A former college and NBA great, Jerry Stackhouse is coaching his way out of the head job at Vanderbilt University. That’s not all he’s doing, either. As his program sinks lower and lower in the Southeastern Conference, he’s resorted to taking down Trump supporters and alleging they think black coaches don’t matter.
In less than two full seasons as head coach of the Commodores, Stackhouse has a dismal record of 16-31 overall and 4-23 in Southeastern Conference games. He’s won just two conference games this season. To shift blame for his failures, Stackhouse went on a rant for the ages, implying that fans who were stupid enough to vote for Donald Trump are not qualified to question his coaching techniques. (In 2020, Trump won over 60% of the vote in Tennessee, although Biden won almost 65% in Nashville's county, where Vanderbilt is located.) They’re racists who don’t accept Stackhouse’s diverse coaching staff. He also criticized Stadium sportswriter Jeff Goodman, who’s been chronicling his team’s failures, and media pointing out he had limited head coaching experience before Vandy hired him.
According to writer Joe Rexrode of The Athletic, Stackhouse said people are losing sight of where his basketball team is. He should hope they are, because the team is dead last in the Southeastern Conference men’s basketball standings. He went off on these allegedly stupid people who don't appreciate his coaching or his minority assistant coaches:
“How am I not qualified when I played basketball at the highest level and played under some Hall of Fame coaches? I don’t have the acumen to know what I’m looking at? What’s the angst? And it becomes the things we see right in front of us, man.
“All I can say is, 75 million people voted for Trump. That’s all I can say. You ain’t fooling me. I know what it’s about, a lot of you hate everything we did when we came here about the staff, the diversity of the staff, it was this or that. And I like to think I know a little something about building teams and what organizations should look like. I’ve worked and played for some of the best organizations.
Stackhouse has three assistant coaches of color and a female special assistant, but it’s the inability to build a winning team – not skin color and gender – that is getting the most attention this season. There’s no documented evidence of presidential voting preference determining which Vandy fans are upset with a losing team and a coach who doesn’t get it.
As Outkick’s Sam Amico put it, the defiant and childish Stackhouse thinks he “deserves more of chance to fail” from fans “who are angry that Vanderbilt stinks.” Questioning the intelligence and the political allegiance of the people buying tickets and paying your salary isn’t going to win Stackhouse any favors. Sportswriters, whatever their political allegiance is, aren’t going to let up on Vanderbilt’s losing ways, either.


◆ TASK OBJECTIVE
Search the listing for the word "panoramic" and say how many lines have it, nothing besides.

--------------------

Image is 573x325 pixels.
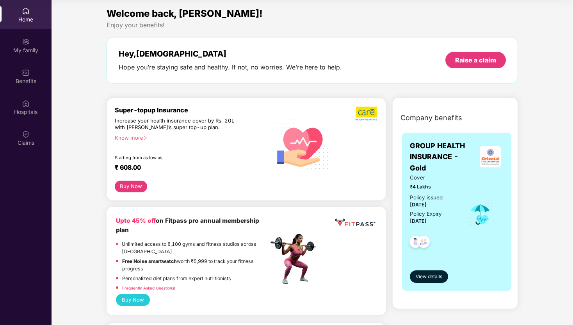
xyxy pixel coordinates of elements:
img: svg+xml;base64,PHN2ZyBpZD0iQ2xhaW0iIHhtbG5zPSJodHRwOi8vd3d3LnczLm9yZy8yMDAwL3N2ZyIgd2lkdGg9IjIwIi... [22,130,30,138]
span: [DATE] [410,202,426,208]
img: svg+xml;base64,PHN2ZyBpZD0iSG9zcGl0YWxzIiB4bWxucz0iaHR0cDovL3d3dy53My5vcmcvMjAwMC9zdmciIHdpZHRoPS... [22,99,30,107]
img: svg+xml;base64,PHN2ZyBpZD0iSG9tZSIgeG1sbnM9Imh0dHA6Ly93d3cudzMub3JnLzIwMDAvc3ZnIiB3aWR0aD0iMjAiIG... [22,7,30,15]
img: svg+xml;base64,PHN2ZyB4bWxucz0iaHR0cDovL3d3dy53My5vcmcvMjAwMC9zdmciIHdpZHRoPSI0OC45NDMiIGhlaWdodD... [406,233,425,252]
p: Unlimited access to 8,100 gyms and fitness studios across [GEOGRAPHIC_DATA] [122,240,268,255]
p: Personalized diet plans from expert nutritionists [122,275,231,282]
a: Frequently Asked Questions! [122,286,175,290]
span: GROUP HEALTH INSURANCE - Gold [410,140,476,174]
img: svg+xml;base64,PHN2ZyB3aWR0aD0iMjAiIGhlaWdodD0iMjAiIHZpZXdCb3g9IjAgMCAyMCAyMCIgZmlsbD0ibm9uZSIgeG... [22,38,30,46]
img: insurerLogo [479,146,500,167]
img: svg+xml;base64,PHN2ZyB4bWxucz0iaHR0cDovL3d3dy53My5vcmcvMjAwMC9zdmciIHhtbG5zOnhsaW5rPSJodHRwOi8vd3... [268,110,334,176]
b: on Fitpass pro annual membership plan [116,217,259,234]
button: Buy Now [116,294,150,306]
div: Enjoy your benefits! [106,21,518,29]
div: Super-topup Insurance [115,106,268,114]
div: Hey, [DEMOGRAPHIC_DATA] [119,49,342,59]
div: Hope you’re staying safe and healthy. If not, no worries. We’re here to help. [119,63,342,71]
div: ₹ 608.00 [115,163,260,173]
span: ₹4 Lakhs [410,183,456,190]
img: svg+xml;base64,PHN2ZyB4bWxucz0iaHR0cDovL3d3dy53My5vcmcvMjAwMC9zdmciIHdpZHRoPSI0OC45NDMiIGhlaWdodD... [414,233,433,252]
div: Policy Expiry [410,210,442,218]
p: worth ₹5,999 to track your fitness progress [122,257,268,273]
span: View details [415,273,442,280]
div: Raise a claim [455,56,496,64]
span: Company benefits [400,112,462,123]
span: right [143,136,147,140]
div: Know more [115,135,263,140]
img: b5dec4f62d2307b9de63beb79f102df3.png [355,106,378,121]
span: Welcome back, [PERSON_NAME]! [106,8,263,19]
div: Starting from as low as [115,155,235,160]
span: Cover [410,174,456,182]
span: [DATE] [410,218,426,224]
img: fppp.png [333,216,376,230]
button: Buy Now [115,181,147,192]
img: fpp.png [268,232,323,286]
button: View details [410,270,448,283]
div: Policy issued [410,193,442,202]
img: icon [467,201,493,227]
div: Increase your health insurance cover by Rs. 20L with [PERSON_NAME]’s super top-up plan. [115,117,234,131]
b: Upto 45% off [116,217,156,224]
img: svg+xml;base64,PHN2ZyBpZD0iQmVuZWZpdHMiIHhtbG5zPSJodHRwOi8vd3d3LnczLm9yZy8yMDAwL3N2ZyIgd2lkdGg9Ij... [22,69,30,76]
strong: Free Noise smartwatch [122,258,177,264]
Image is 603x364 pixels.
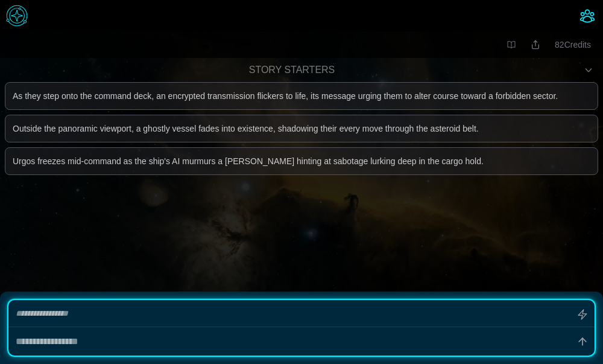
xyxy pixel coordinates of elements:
[579,63,598,78] button: Hide suggestions
[13,89,590,102] div: As they step onto the command deck, an encrypted transmission flickers to life, its message urgin...
[550,36,596,53] button: 82Credits
[555,40,591,49] span: 82 Credits
[5,115,598,142] button: Outside the panoramic viewport, a ghostly vessel fades into existence, shadowing their every move...
[13,122,590,134] div: Outside the panoramic viewport, a ghostly vessel fades into existence, shadowing their every move...
[5,82,598,109] button: As they step onto the command deck, an encrypted transmission flickers to life, its message urgin...
[3,1,31,30] img: menu
[502,37,521,52] a: View your book
[525,37,546,52] button: Share this location
[13,155,590,167] div: Urgos freezes mid-command as the ship's AI murmurs a [PERSON_NAME] hinting at sabotage lurking de...
[5,63,579,78] h2: Story Starters
[5,147,598,175] button: Urgos freezes mid-command as the ship's AI murmurs a [PERSON_NAME] hinting at sabotage lurking de...
[574,306,591,323] button: Generate missing story elements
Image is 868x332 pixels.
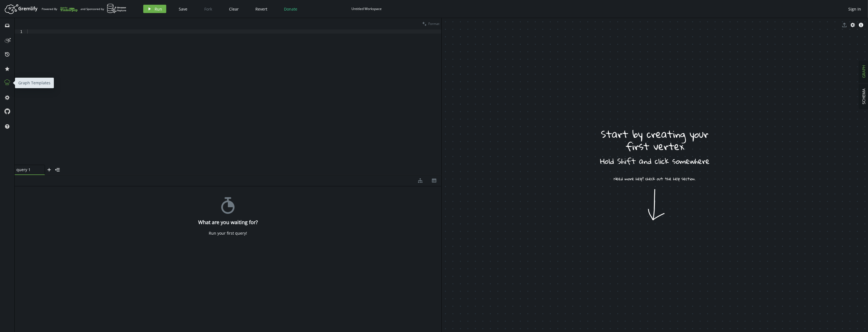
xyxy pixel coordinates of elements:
button: Sign In [845,5,863,13]
button: Run [143,5,166,13]
span: Fork [204,6,212,12]
span: Clear [229,6,239,12]
div: Powered By [42,4,77,14]
img: AWS Neptune [107,3,127,14]
span: Revert [255,6,267,12]
span: Format [429,21,439,26]
div: Graph Templates [15,77,54,88]
div: Untitled Workspace [351,7,382,11]
button: Donate [280,5,301,13]
div: 1 [15,29,26,33]
span: Donate [284,6,297,12]
button: Fork [200,5,217,13]
span: query 1 [16,167,38,173]
div: Run your first query! [209,231,247,236]
span: GRAPH [861,66,866,78]
button: Format [421,18,441,29]
button: Clear [225,5,243,13]
span: Sign In [848,6,861,12]
span: Save [179,6,187,12]
span: Run [154,6,162,12]
div: and Sponsored by [80,3,127,14]
span: SCHEMA [861,89,866,105]
button: Save [175,5,192,13]
button: Revert [251,5,271,13]
h4: What are you waiting for? [198,219,258,225]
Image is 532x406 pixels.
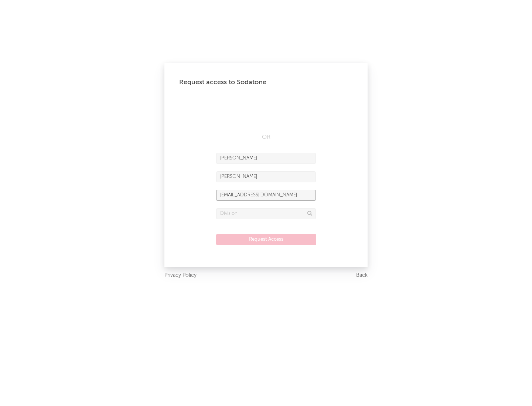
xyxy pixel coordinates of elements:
[216,208,316,219] input: Division
[216,171,316,182] input: Last Name
[164,271,197,280] a: Privacy Policy
[216,133,316,142] div: OR
[216,234,316,245] button: Request Access
[216,190,316,201] input: Email
[216,153,316,164] input: First Name
[356,271,368,280] a: Back
[179,78,353,87] div: Request access to Sodatone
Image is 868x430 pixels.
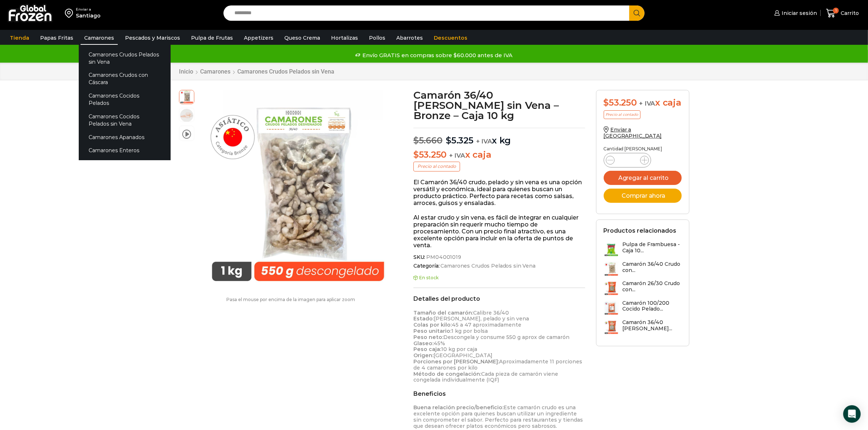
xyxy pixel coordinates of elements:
[413,128,585,146] p: x kg
[413,276,585,280] p: En stock
[430,31,471,45] a: Descuentos
[413,150,585,160] p: x caja
[413,179,585,207] p: El Camarón 36/40 crudo, pelado y sin vena es una opción versátil y económica, ideal para quienes ...
[79,130,171,144] a: Camarones Apanados
[604,227,676,234] h2: Productos relacionados
[413,295,585,303] h2: Detalles del producto
[604,171,681,185] button: Agregar al carrito
[80,31,117,45] a: Camarones
[604,280,681,296] a: Camarón 26/30 Crudo con...
[604,127,662,139] a: Enviar a [GEOGRAPHIC_DATA]
[629,6,644,21] button: Search button
[413,359,499,365] strong: Porciones por [PERSON_NAME]:
[413,214,585,249] p: Al estar crudo y sin vena, es fácil de integrar en cualquier preparación sin requerir mucho tiemp...
[622,300,681,313] h3: Camarón 100/200 Cocido Pelado...
[413,352,434,359] strong: Origen:
[413,310,585,384] p: Calibre 36/40 [PERSON_NAME], pelado y sin vena 45 a 47 aproximadamente 1 kg por bolsa Descongela ...
[604,320,681,335] a: Camarón 36/40 [PERSON_NAME]...
[449,152,465,159] span: + IVA
[392,31,427,45] a: Abarrotes
[6,31,33,45] a: Tienda
[780,9,817,17] span: Iniciar sesión
[839,9,859,17] span: Carrito
[281,31,323,45] a: Queso Crema
[240,31,277,45] a: Appetizers
[604,147,681,152] p: Cantidad [PERSON_NAME]
[79,144,171,157] a: Camarones Enteros
[622,241,681,254] h3: Pulpa de Frambuesa - Caja 10...
[604,98,609,108] span: $
[413,334,443,341] strong: Peso neto:
[413,150,419,160] span: $
[413,404,503,411] strong: Buena relación precio/beneficio:
[75,12,100,19] div: Santiago
[200,68,231,75] a: Camarones
[476,137,492,145] span: + IVA
[75,7,100,12] div: Enviar a
[79,89,171,110] a: Camarones Cocidos Pelados
[604,110,640,119] p: Precio al contado
[824,5,860,22] a: 1 Carrito
[413,310,473,316] strong: Tamaño del camarón:
[622,320,681,332] h3: Camarón 36/40 [PERSON_NAME]...
[413,90,585,120] h1: Camarón 36/40 [PERSON_NAME] sin Vena – Bronze – Caja 10 kg
[179,68,335,75] nav: Breadcrumb
[179,108,194,122] span: 36/40 rpd bronze
[446,135,451,146] span: $
[328,31,362,45] a: Hortalizas
[413,315,434,322] strong: Estado:
[413,371,481,377] strong: Método de congelación:
[179,298,403,303] p: Pasa el mouse por encima de la imagen para aplicar zoom
[832,8,839,14] span: 1
[413,150,446,160] bdi: 53.250
[121,31,184,45] a: Pescados y Mariscos
[639,100,655,107] span: + IVA
[365,31,389,45] a: Pollos
[604,98,637,108] bdi: 53.250
[413,254,585,261] span: SKU:
[179,68,194,75] a: Inicio
[187,31,236,45] a: Pulpa de Frutas
[843,406,860,423] div: Open Intercom Messenger
[413,162,460,172] p: Precio al contado
[604,300,681,316] a: Camarón 100/200 Cocido Pelado...
[413,391,585,397] h2: Beneficios
[79,48,171,68] a: Camarones Crudos Pelados sin Vena
[604,189,681,203] button: Comprar ahora
[413,135,419,146] span: $
[79,110,171,131] a: Camarones Cocidos Pelados sin Vena
[179,89,194,104] span: Camaron 36/40 RPD Bronze
[237,68,335,75] a: Camarones Crudos Pelados sin Vena
[604,98,681,108] div: x caja
[439,263,535,269] a: Camarones Crudos Pelados sin Vena
[413,340,434,347] strong: Glaseo:
[413,135,442,146] bdi: 5.660
[604,261,681,277] a: Camarón 36/40 Crudo con...
[425,254,461,261] span: PM04001019
[772,6,817,21] a: Iniciar sesión
[413,263,585,269] span: Categoría:
[604,241,681,257] a: Pulpa de Frambuesa - Caja 10...
[413,328,451,335] strong: Peso unitario:
[622,280,681,293] h3: Camarón 26/30 Crudo con...
[79,68,171,89] a: Camarones Crudos con Cáscara
[36,31,77,45] a: Papas Fritas
[413,322,451,328] strong: Colas por kilo:
[622,261,681,273] h3: Camarón 36/40 Crudo con...
[620,155,634,165] input: Product quantity
[413,346,441,352] strong: Peso caja:
[65,7,75,19] img: address-field-icon.svg
[446,135,474,146] bdi: 5.325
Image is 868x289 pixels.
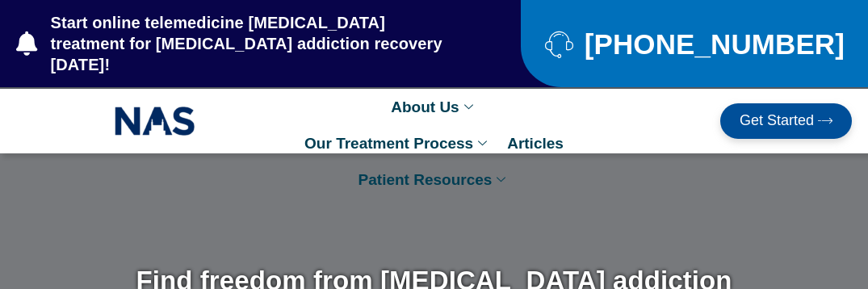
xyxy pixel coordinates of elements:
a: [PHONE_NUMBER] [545,30,828,58]
span: [PHONE_NUMBER] [580,34,845,54]
img: NAS_email_signature-removebg-preview.png [115,102,196,139]
a: Patient Resources [350,162,518,197]
span: Start online telemedicine [MEDICAL_DATA] treatment for [MEDICAL_DATA] addiction recovery [DATE]! [47,12,457,75]
span: Get Started [740,113,814,129]
a: Get Started [721,103,852,139]
a: Start online telemedicine [MEDICAL_DATA] treatment for [MEDICAL_DATA] addiction recovery [DATE]! [16,12,456,75]
a: Articles [499,125,571,162]
a: About Us [383,89,484,125]
a: Our Treatment Process [297,125,499,162]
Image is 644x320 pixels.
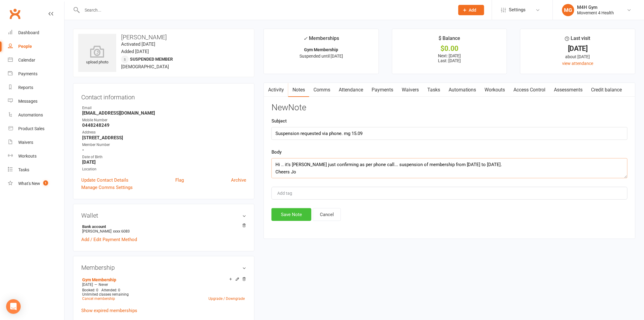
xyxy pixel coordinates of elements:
a: Upgrade / Downgrade [209,297,245,301]
strong: [EMAIL_ADDRESS][DOMAIN_NAME] [82,110,246,116]
textarea: Hi .. it's [PERSON_NAME] just confirming as per phone call... suspension of membership from [DATE... [271,158,628,178]
strong: Bank account [82,224,244,229]
div: M4H Gym [578,4,614,10]
input: optional [271,127,628,140]
h3: [PERSON_NAME] [78,34,249,40]
time: Activated [DATE] [121,41,155,47]
input: Add tag [277,189,298,197]
a: Product Sales [8,122,64,135]
i: ✓ [304,36,307,41]
div: Waivers [18,140,33,144]
h3: Membership [82,264,246,271]
div: $0.00 [398,46,502,52]
div: Dashboard [18,30,39,35]
div: Date of Birth [82,154,246,160]
div: Messages [18,99,38,104]
div: Member Number [82,142,246,148]
a: What's New1 [8,177,64,190]
div: MG [562,4,575,16]
a: Payments [8,67,64,81]
a: Payments [367,82,398,97]
div: Address [82,129,246,135]
div: Location [82,167,246,172]
span: 1 [43,180,48,186]
button: Add [459,4,485,15]
label: Subject [271,117,287,125]
h3: New Note [271,103,628,112]
div: Automations [18,112,43,117]
div: Tasks [18,168,30,172]
strong: - [82,147,246,152]
button: Cancel [313,208,341,221]
div: Memberships [304,34,339,46]
div: Mobile Number [82,117,246,123]
div: Movement 4 Health [578,10,614,15]
span: xxxx 6083 [113,229,130,233]
a: Comms [309,82,335,97]
div: — [81,282,246,287]
span: Add [469,7,477,13]
strong: [DATE] [82,160,246,165]
p: Next: [DATE] Last: [DATE] [398,53,502,63]
div: Product Sales [18,126,45,131]
span: Booked: 0 [82,288,99,292]
a: Access Control [510,82,550,97]
a: Automations [444,82,481,97]
span: Never [99,282,108,287]
a: People [8,39,64,53]
a: Manage Comms Settings [82,184,133,191]
div: $ Balance [439,34,460,46]
span: [DEMOGRAPHIC_DATA] [121,64,169,70]
div: Reports [18,85,33,90]
strong: [STREET_ADDRESS] [82,135,246,141]
button: Save Note [271,208,312,221]
a: Dashboard [8,26,64,39]
span: [DATE] [82,282,93,287]
span: Settings [510,3,527,17]
a: Cancel membership [82,297,116,301]
div: Last visit [565,34,591,46]
a: Waivers [8,135,64,150]
div: Workouts [18,153,37,159]
a: Add / Edit Payment Method [82,236,137,243]
span: Unlimited classes remaining [82,292,129,297]
div: People [18,44,32,48]
a: Archive [231,177,246,184]
time: Added [DATE] [121,48,149,55]
span: Attended: 0 [101,288,120,292]
a: Tasks [8,163,64,177]
div: Payments [18,72,38,76]
div: What's New [18,181,40,186]
a: Workouts [8,150,64,163]
a: Clubworx [7,6,22,22]
a: Activity [264,82,288,97]
a: Calendar [8,53,64,67]
li: [PERSON_NAME] [82,223,246,234]
a: Show expired memberships [82,307,137,314]
h3: Wallet [82,212,246,219]
div: [DATE] [527,46,630,52]
a: view attendance [562,61,594,65]
strong: Gym Membership [305,48,339,52]
div: Email [82,105,246,111]
h3: Contact information [82,91,246,100]
a: Update Contact Details [82,177,128,184]
div: about [DATE] [527,53,630,60]
a: Workouts [481,82,510,97]
div: Open Intercom Messenger [6,299,21,314]
strong: 0448248249 [82,123,246,128]
span: Suspended member [130,56,173,62]
span: Suspended until [DATE] [300,54,343,58]
a: Notes [288,82,309,97]
div: Calendar [18,57,35,63]
a: Messages [8,94,64,108]
a: Tasks [424,82,444,97]
a: Reports [8,81,64,94]
a: Waivers [398,82,424,97]
a: Automations [8,108,64,122]
input: Search... [81,5,451,14]
a: Credit balance [588,82,627,97]
div: upload photo [78,46,116,65]
a: Attendance [335,82,367,97]
a: Assessments [550,82,588,97]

--------------------

◆ WRITTEN REPLY
2